On Jun 15, 2008, at 8:05 PM, David wrote:
On Sun, Jun 15, 2008 at 8:46 PM, Bill Bumgarner <[EMAIL PROTECTED]> wrote:
I would highly recommend that you look long and hard at how are you are managing the data structures that are also used by NSOutlineView. In particular, if you are futzing with an NSMutableArray from one thread while the AppKit is enumerating it in another, that can be very problematic. In particular, NSMutableArray may effectively realloc() its contents as it crosses certain capacity thresholds. If the other thread happens to be in the middle of reading from the old buffer at that time, well... *boom*. Thanks for the good example of a specific threading issue. In my case, the outlineview is using my code as the data source. I can control how I access the NSMutableArray. I do not enumerate the array in that code. If I wanted to be safe, I should be ok putting locking around my use of the array since I'm the one populating it and I'm the one reading it in behalf of the outlineview. That should be sufficient. The outlineview doesn't have any other mystical connection to the arrays other than through my data source.

Correct -- assuming the items in the mutable array are also thread- safe, then locking around access to said array should be sufficient as long as *nothing* outside of your code has access to said array.

I'm still having heartburn with some things in Cocoa. I came from the Java world. I was excited to hear about CoreData and bindings and all this high power stuff. But I ran into threading issues with core data which made it not practical for my usecase. And I needed more flexibility than is documented with bindings. So now I've downshifted to using a data source, which is similar to the normal approach in Java.

CoreData is actually an extremely high performance framework in the face of threading, as long as you play by the rules. And the rules are designed to allow for very flexible program design. Where the rules limit certain design patterns, it is often the case that such a pattern would require so much locking overhead in the traditional threaded case that the performance would be horrible anyway.

I let Ben speak to the details if he desires. Or you can read the archives:

http://www.cocoabuilder.com/archive/message/cocoa/2007/5/6/182874

Threading is hard for me to comprehend in the objective-c world. In Java, threading is powerful and relatively simple to implement with simple relatively consistent rules and many classes which are thread safe. Cocoa seems to have thrown in the towel on threading and completely leaves it up to the developer. This leads to solutions earlier proposed to use performSelectorOnMainThread. That solution reminds me of the ancient Windows 3.0 days on DOS when there was no real threading support and you had to perform all operations in little chunks so you could go back to the event loop and see if a more important event had come in.

Threading is powerful. It doesn't need to be as hard as Cocoa has made it. Java makes it easy. It reminds me of garbage collection. Never have to think about it in Java. It just works. But in Cocoa, garbage collection was finally just implemented. Maybe someday they'll go back and do some basic thinking about threads and make it easier to write thread safe code using Cocoa. As it stands its a nightmare if something as trivial as an Array isn't even thread safe.

For the record: NSArray is thread safe. NSMutableArray is not. Why? Because making NSMutableArray thread safe would make many common array operations brutally slow whereas NSArray is inherently read-only and (in this context -- not all read-only environments are the same!) thus can be optimized for lockless thread safety.

I find any claim that something made threading easy to be suspect.

In particular, I suspect that "easy threading" equates to "performance sucks, but at least you can call the API from any thread at any time". That had certainly been my experience in the decade or so of Java development I did; I ran into dozens of apps that claimed to be fully threaded for performance readings. Yet, the performance sucked and a brief bit of analysis with a decent perf tool showed that most of the threads were spending most of the time waiting on locks -- often, better performance could have been had with limited or no threading at all!

Java *can* achieve excellent performance in multithreaded environments, but it is not easy to do. Not by a long shot. Here is an excellent book on the subject (thanks, Ben!): Java Concurrency in Practice" by Brian Goetz.

GC is similar. In Java, I ran into quite a few programs where the developers had chosen to "never have to think about it" when it comes to GC. Yet, there apps were regularly crashing due to lack of scarce resources. Of course, they would often naively throw more RAM at the problem only to find that the app crashed faster.

Why?

Because they didn't think about GC. In particular, they didn't think that intermingling memory reclamation with scarce resource management is a terrible idea. Example: that closing a file descriptor in finalize() method is simply asking for trouble.

You are correct that Objective-C leaves much of the details of threading up to the developer and, certainly, there are any number of potential refinements that could better serve the needs of threaded development. And Apple is doing exactly that with the introduction of Grand Central in Snow Leopard, something that has much greater potential reward (unfortunately, not something that can be discussed on this list).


Transcribe word for word each line from the one containing "Give me the" to the final line of the data, both included. Skip the pictures.

Items from a figure collection:
-.-.-

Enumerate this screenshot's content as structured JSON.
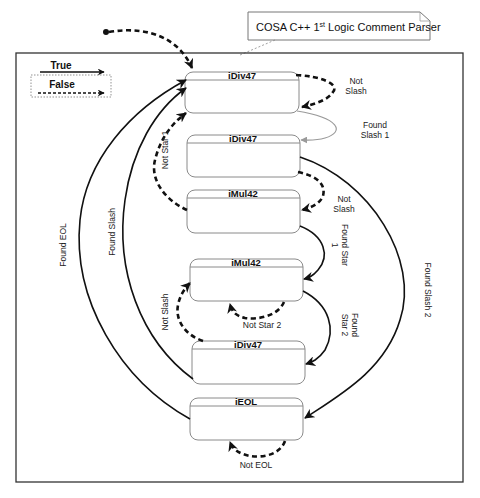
{
  "title": {
    "main": "COSA C++ 1",
    "superscript": "st",
    "rest": " Logic Comment Parser"
  },
  "legend": {
    "true_label": "True",
    "false_label": "False"
  },
  "states": [
    {
      "id": "s1",
      "label": "iDiv47"
    },
    {
      "id": "s2",
      "label": "iDiv47"
    },
    {
      "id": "s3",
      "label": "iMul42"
    },
    {
      "id": "s4",
      "label": "iMul42"
    },
    {
      "id": "s5",
      "label": "iDiv47"
    },
    {
      "id": "s6",
      "label": "iEOL"
    }
  ],
  "transitions": {
    "not_slash_1": {
      "line1": "Not",
      "line2": "Slash",
      "type": "false"
    },
    "found_slash_1": {
      "line1": "Found",
      "line2": "Slash 1",
      "type": "true"
    },
    "not_star_1": {
      "label": "Not Star 1",
      "type": "false"
    },
    "not_slash_2": {
      "line1": "Not",
      "line2": "Slash",
      "type": "false"
    },
    "found_star_1": {
      "line1": "Found Star",
      "line2": "1",
      "type": "true"
    },
    "found_slash_2": {
      "label": "Found Slash 2",
      "type": "true"
    },
    "not_star_2": {
      "label": "Not Star 2",
      "type": "false"
    },
    "found_star_2": {
      "line1": "Found",
      "line2": "Star 2",
      "type": "true"
    },
    "not_slash_3": {
      "label": "Not Slash",
      "type": "false"
    },
    "found_slash": {
      "label": "Found Slash",
      "type": "true"
    },
    "found_eol": {
      "label": "Found EOL",
      "type": "true"
    },
    "not_eol": {
      "label": "Not EOL",
      "type": "false"
    }
  }
}
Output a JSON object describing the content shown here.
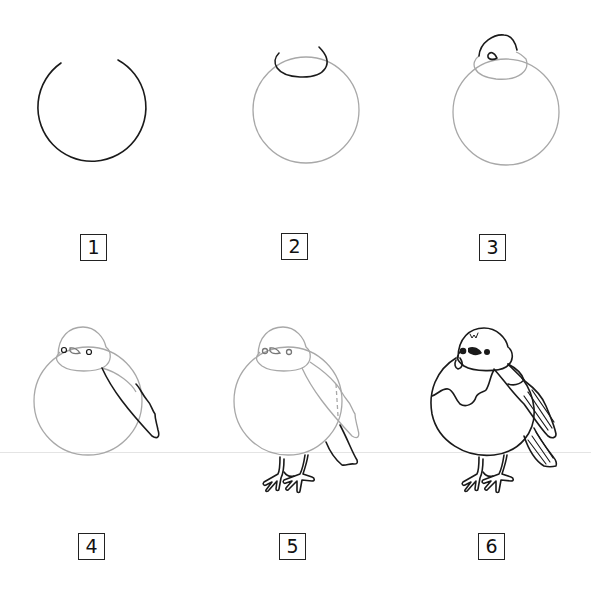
{
  "steps": [
    {
      "number": "1",
      "description": "Open circle with gap at top"
    },
    {
      "number": "2",
      "description": "Body circle with head arc on top"
    },
    {
      "number": "3",
      "description": "Head shape with beak"
    },
    {
      "number": "4",
      "description": "Eyes and wing outline"
    },
    {
      "number": "5",
      "description": "Legs, feet and tail"
    },
    {
      "number": "6",
      "description": "Final inked bird with feather details"
    }
  ],
  "colors": {
    "ink": "#1a1a1a",
    "guide": "#a8a8a8",
    "background": "#ffffff",
    "divider": "#e4e4e4"
  }
}
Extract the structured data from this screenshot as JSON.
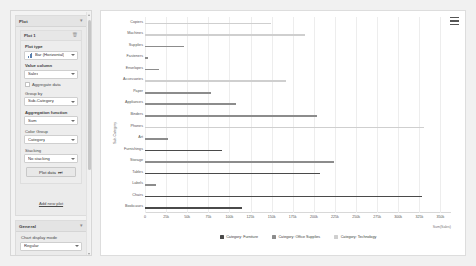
{
  "sidebar": {
    "plot_panel": {
      "title": "Plot",
      "collapse_icon": "chevron-icon",
      "plot_item": {
        "title": "Plot 1",
        "delete_icon": "trash-icon",
        "fields": {
          "plot_type_label": "Plot type",
          "plot_type_value": "Bar (Horizontal)",
          "value_column_label": "Value column",
          "value_column_value": "Sales",
          "aggregate_label": "Aggregate data",
          "group_by_label": "Group by",
          "group_by_value": "Sub-Category",
          "aggregation_function_label": "Aggregation function",
          "aggregation_function_value": "Sum",
          "color_group_label": "Color Group",
          "color_group_value": "Category",
          "stacking_label": "Stacking",
          "stacking_value": "No stacking"
        },
        "plot_data_button": "Plot data"
      },
      "add_new_plot": "Add new plot"
    },
    "general_panel": {
      "title": "General",
      "collapse_icon": "chevron-icon",
      "chart_display_mode_label": "Chart display mode",
      "chart_display_mode_value": "Regular"
    }
  },
  "chart_panel": {
    "menu_icon": "hamburger-menu-icon"
  },
  "chart_data": {
    "type": "bar",
    "orientation": "horizontal",
    "title": "",
    "xlabel": "Sum(Sales)",
    "ylabel": "Sub-Category",
    "xlim": [
      0,
      362500
    ],
    "xticks": [
      0,
      25000,
      50000,
      75000,
      100000,
      125000,
      150000,
      175000,
      200000,
      225000,
      250000,
      275000,
      300000,
      325000,
      350000
    ],
    "xtick_labels": [
      "0",
      "25k",
      "50k",
      "75k",
      "100k",
      "125k",
      "150k",
      "175k",
      "200k",
      "225k",
      "250k",
      "275k",
      "300k",
      "325k",
      "350k"
    ],
    "grid": true,
    "legend_position": "bottom",
    "categories": [
      "Copiers",
      "Machines",
      "Supplies",
      "Fasteners",
      "Envelopes",
      "Accessories",
      "Paper",
      "Appliances",
      "Binders",
      "Phones",
      "Art",
      "Furnishings",
      "Storage",
      "Tables",
      "Labels",
      "Chairs",
      "Bookcases"
    ],
    "values": [
      149528,
      189239,
      46674,
      3024,
      16476,
      167380,
      78479,
      107532,
      203413,
      330007,
      27119,
      91705,
      223844,
      206966,
      12486,
      328449,
      114880
    ],
    "color_groups": [
      "Technology",
      "Technology",
      "Office Supplies",
      "Office Supplies",
      "Office Supplies",
      "Technology",
      "Office Supplies",
      "Office Supplies",
      "Office Supplies",
      "Technology",
      "Office Supplies",
      "Furniture",
      "Office Supplies",
      "Furniture",
      "Office Supplies",
      "Furniture",
      "Furniture"
    ],
    "series": [
      {
        "name": "Category: Furniture",
        "color": "#4a4a4a",
        "swatch": "#4a4a4a"
      },
      {
        "name": "Category: Office Supplies",
        "color": "#8c8c8c",
        "swatch": "#8c8c8c"
      },
      {
        "name": "Category: Technology",
        "color": "#cfcfcf",
        "swatch": "#cfcfcf"
      }
    ],
    "legend": [
      "Category: Furniture",
      "Category: Office Supplies",
      "Category: Technology"
    ]
  }
}
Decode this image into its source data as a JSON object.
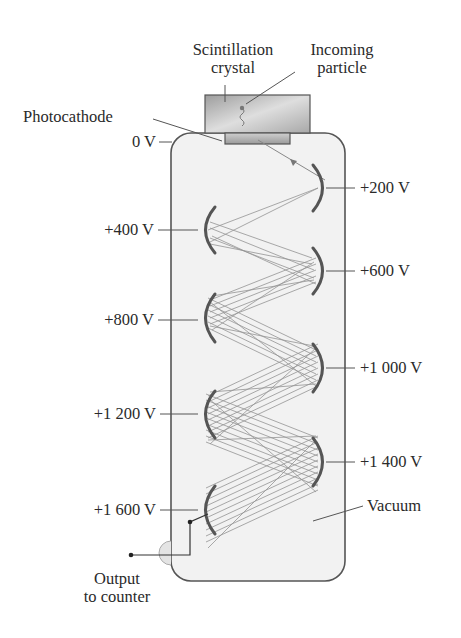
{
  "labels": {
    "scintillation_crystal": [
      "Scintillation",
      "crystal"
    ],
    "incoming_particle": [
      "Incoming",
      "particle"
    ],
    "photocathode": "Photocathode",
    "vacuum": "Vacuum",
    "output": [
      "Output",
      "to counter"
    ]
  },
  "dynodes": [
    {
      "voltage": "0 V",
      "side": "left"
    },
    {
      "voltage": "+200 V",
      "side": "right"
    },
    {
      "voltage": "+400 V",
      "side": "left"
    },
    {
      "voltage": "+600 V",
      "side": "right"
    },
    {
      "voltage": "+800 V",
      "side": "left"
    },
    {
      "voltage": "+1 000 V",
      "side": "right"
    },
    {
      "voltage": "+1 200 V",
      "side": "left"
    },
    {
      "voltage": "+1 400 V",
      "side": "right"
    },
    {
      "voltage": "+1 600 V",
      "side": "left"
    }
  ],
  "colors": {
    "tube_fill": "#f2f2f2",
    "tube_stroke": "#555555",
    "dynode": "#555555",
    "electron_paths": "#8a8a8a",
    "crystal": "#b8b8b8",
    "text": "#2a2a2a"
  }
}
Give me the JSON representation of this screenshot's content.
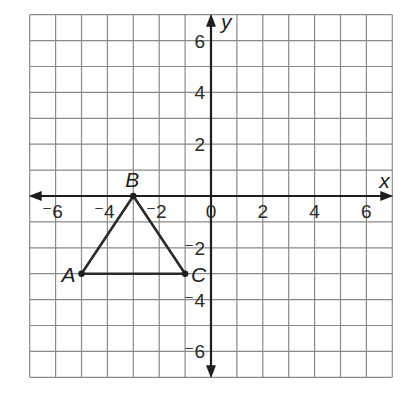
{
  "diagram": {
    "type": "coordinate-plane",
    "grid": {
      "xmin": -7,
      "xmax": 7,
      "ymin": -7,
      "ymax": 7,
      "step": 1
    },
    "axes": {
      "x_label": "x",
      "y_label": "y"
    },
    "x_ticks": [
      {
        "value": -6,
        "label": "-6"
      },
      {
        "value": -4,
        "label": "-4"
      },
      {
        "value": -2,
        "label": "-2"
      },
      {
        "value": 0,
        "label": "0"
      },
      {
        "value": 2,
        "label": "2"
      },
      {
        "value": 4,
        "label": "4"
      },
      {
        "value": 6,
        "label": "6"
      }
    ],
    "y_ticks": [
      {
        "value": 6,
        "label": "6"
      },
      {
        "value": 4,
        "label": "4"
      },
      {
        "value": 2,
        "label": "2"
      },
      {
        "value": -2,
        "label": "-2"
      },
      {
        "value": -4,
        "label": "-4"
      },
      {
        "value": -6,
        "label": "-6"
      }
    ],
    "triangle": {
      "points": [
        {
          "name": "A",
          "x": -5,
          "y": -3
        },
        {
          "name": "B",
          "x": -3,
          "y": 0
        },
        {
          "name": "C",
          "x": -1,
          "y": -3
        }
      ]
    },
    "colors": {
      "grid": "#8a8a8a",
      "axis": "#1e1e1e",
      "shape": "#2a2a2a"
    }
  }
}
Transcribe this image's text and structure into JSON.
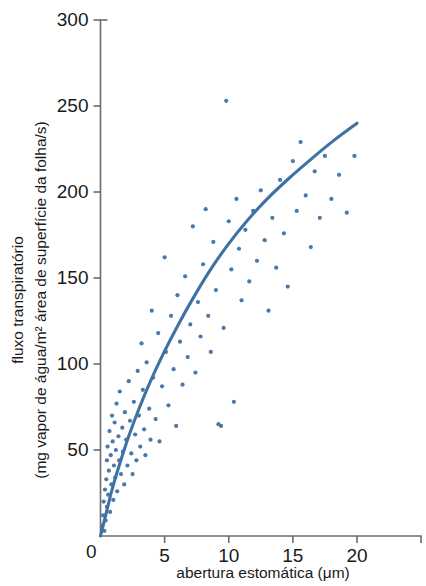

-.-.-

## RESULT
Give me the JSON representation of this screenshot's content.
{
  "diagram": {
    "type": "coordinate-plane",
    "grid": {
      "xmin": -7,
      "xmax": 7,
      "ymin": -7,
      "ymax": 7,
      "step": 1
    },
    "axes": {
      "x_label": "x",
      "y_label": "y"
    },
    "x_ticks": [
      {
        "value": -6,
        "label": "-6"
      },
      {
        "value": -4,
        "label": "-4"
      },
      {
        "value": -2,
        "label": "-2"
      },
      {
        "value": 0,
        "label": "0"
      },
      {
        "value": 2,
        "label": "2"
      },
      {
        "value": 4,
        "label": "4"
      },
      {
        "value": 6,
        "label": "6"
      }
    ],
    "y_ticks": [
      {
        "value": 6,
        "label": "6"
      },
      {
        "value": 4,
        "label": "4"
      },
      {
        "value": 2,
        "label": "2"
      },
      {
        "value": -2,
        "label": "-2"
      },
      {
        "value": -4,
        "label": "-4"
      },
      {
        "value": -6,
        "label": "-6"
      }
    ],
    "triangle": {
      "points": [
        {
          "name": "A",
          "x": -5,
          "y": -3
        },
        {
          "name": "B",
          "x": -3,
          "y": 0
        },
        {
          "name": "C",
          "x": -1,
          "y": -3
        }
      ]
    },
    "colors": {
      "grid": "#8a8a8a",
      "axis": "#1e1e1e",
      "shape": "#2a2a2a"
    }
  }
}
Transcribe this image's text and structure into JSON.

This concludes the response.